→ Your task: Retype exactly the lines below, starting with the line that contains "Identify the location" and ending with the last line; leave out any pictures.

→ Records for processing:
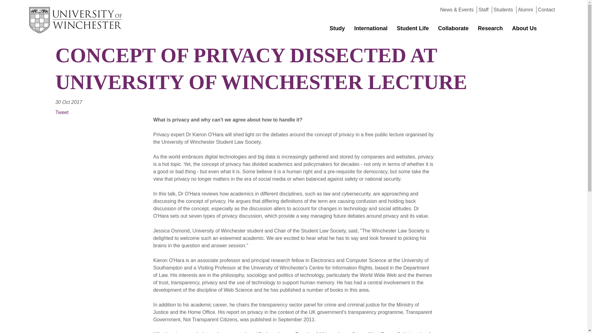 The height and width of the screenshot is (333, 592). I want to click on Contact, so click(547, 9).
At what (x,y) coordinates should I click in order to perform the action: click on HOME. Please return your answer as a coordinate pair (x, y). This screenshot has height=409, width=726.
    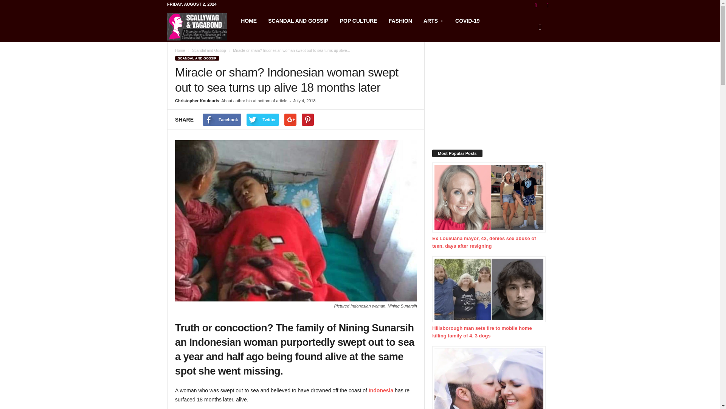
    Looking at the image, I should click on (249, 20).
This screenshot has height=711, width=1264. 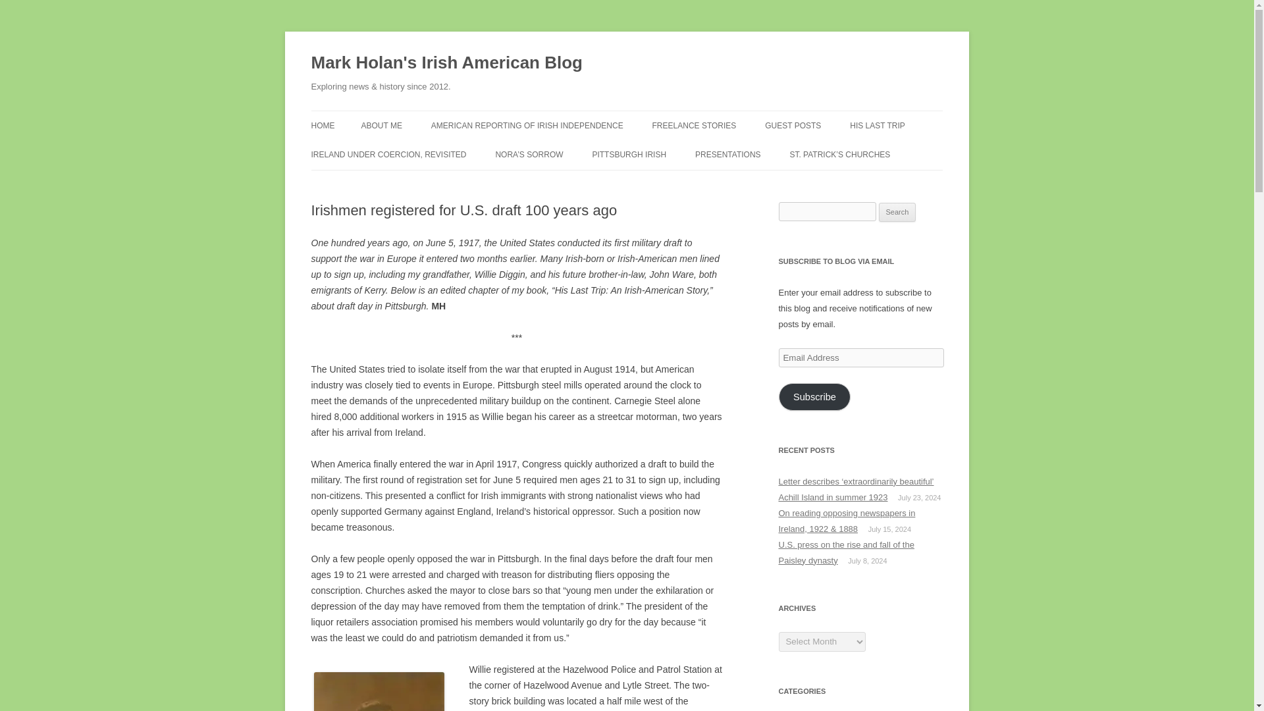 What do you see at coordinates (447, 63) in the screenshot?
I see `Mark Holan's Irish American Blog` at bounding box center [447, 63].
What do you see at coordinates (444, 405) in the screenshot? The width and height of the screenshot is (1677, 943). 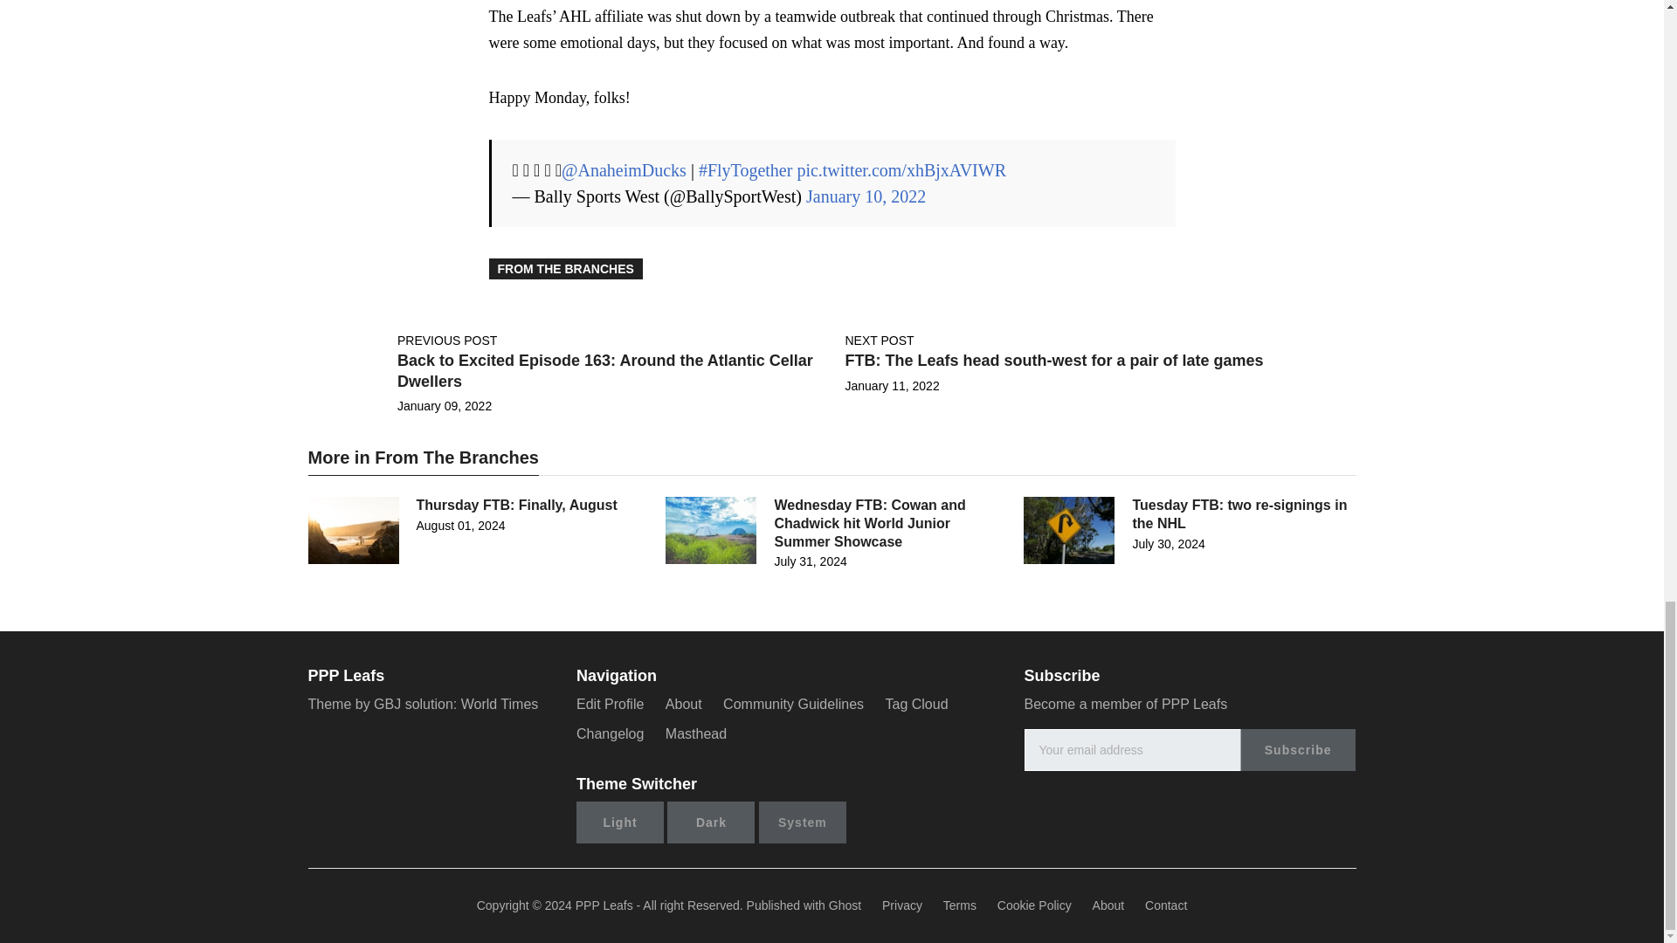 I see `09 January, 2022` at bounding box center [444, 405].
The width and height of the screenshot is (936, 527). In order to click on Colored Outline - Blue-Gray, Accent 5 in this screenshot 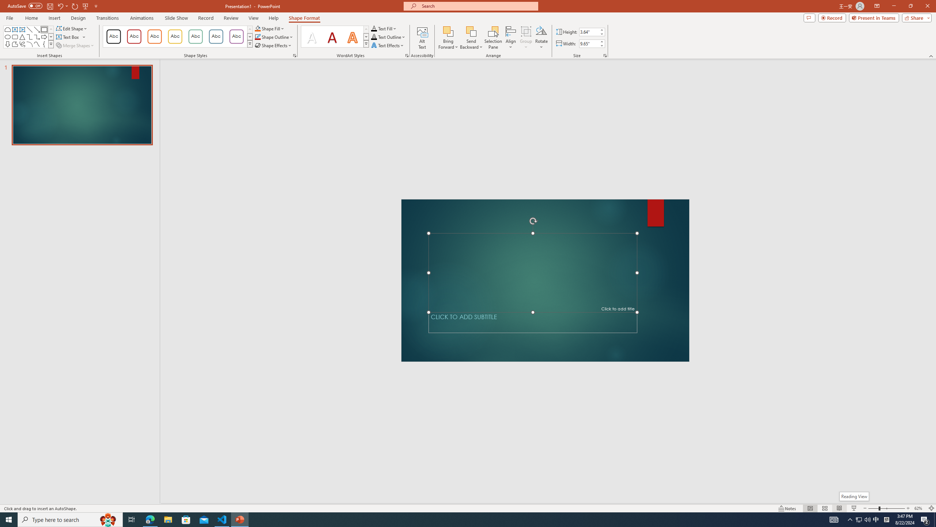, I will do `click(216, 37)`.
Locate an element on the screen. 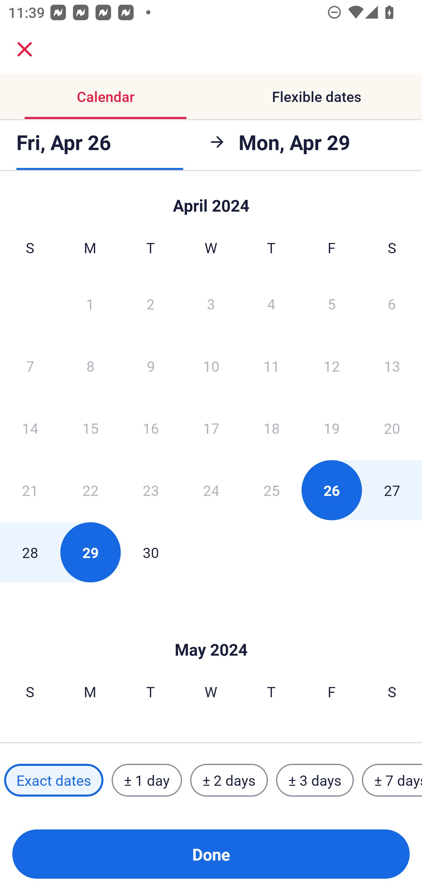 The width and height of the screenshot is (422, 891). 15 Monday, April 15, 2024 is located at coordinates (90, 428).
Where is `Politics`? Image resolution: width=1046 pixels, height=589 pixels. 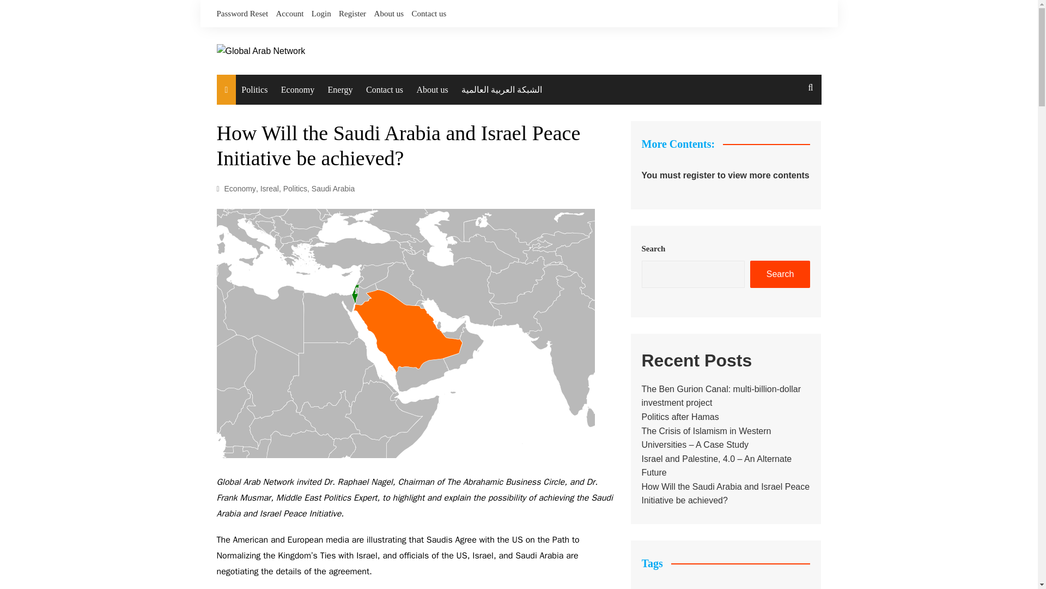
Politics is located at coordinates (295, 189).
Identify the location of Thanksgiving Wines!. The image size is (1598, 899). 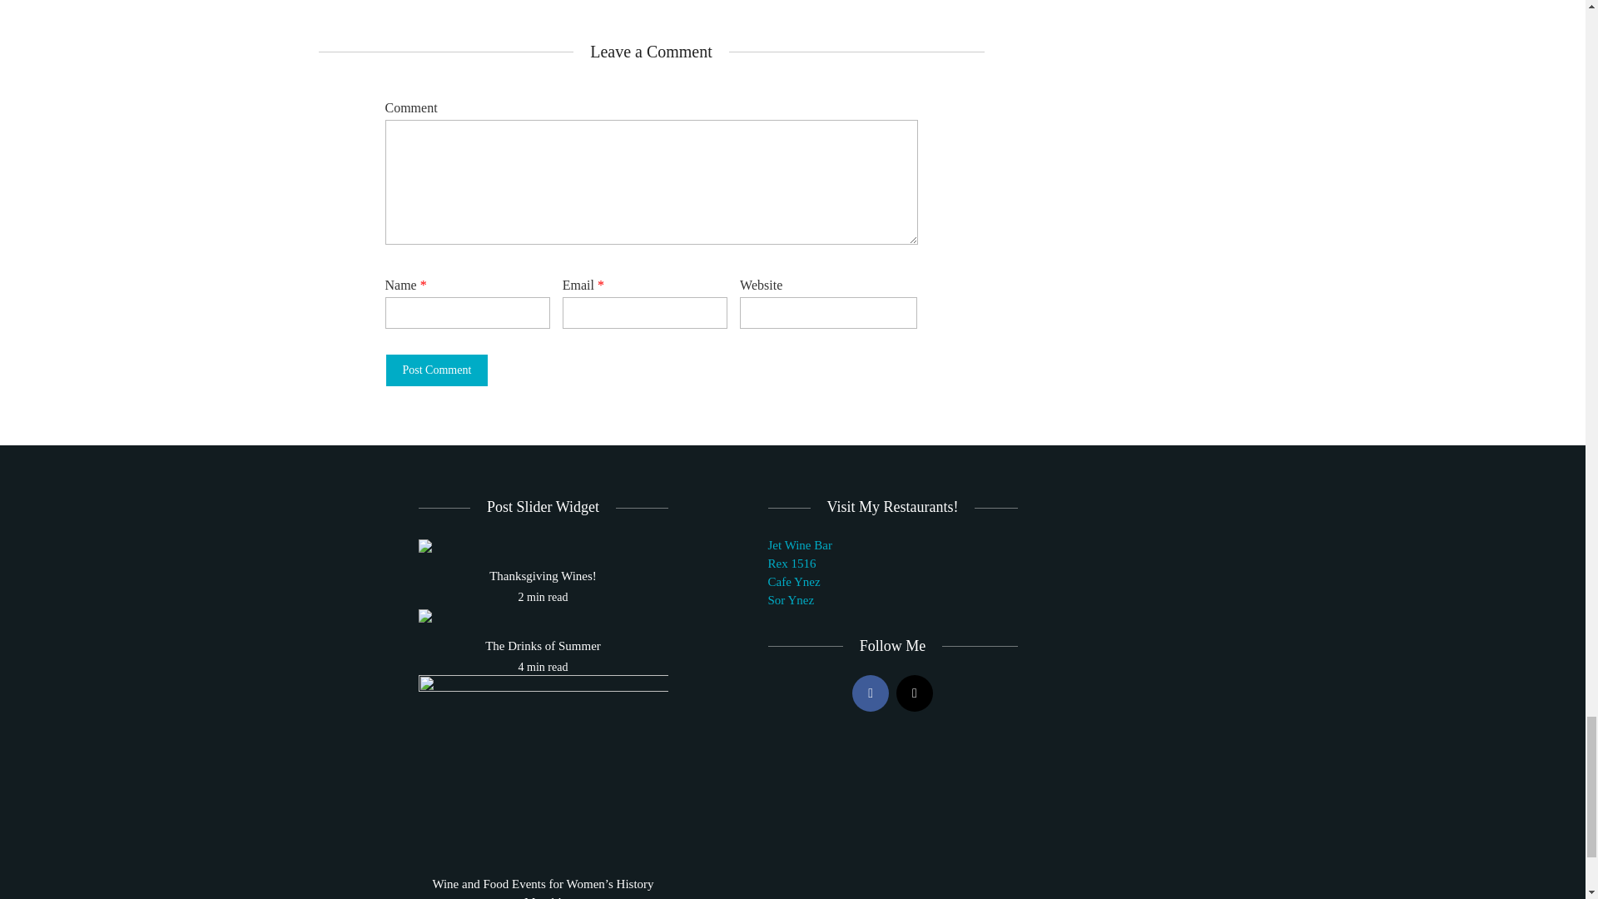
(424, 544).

→ Output of the exercise:
Identify the location of Thanksgiving Wines!. The image size is (1598, 899). 
(424, 544).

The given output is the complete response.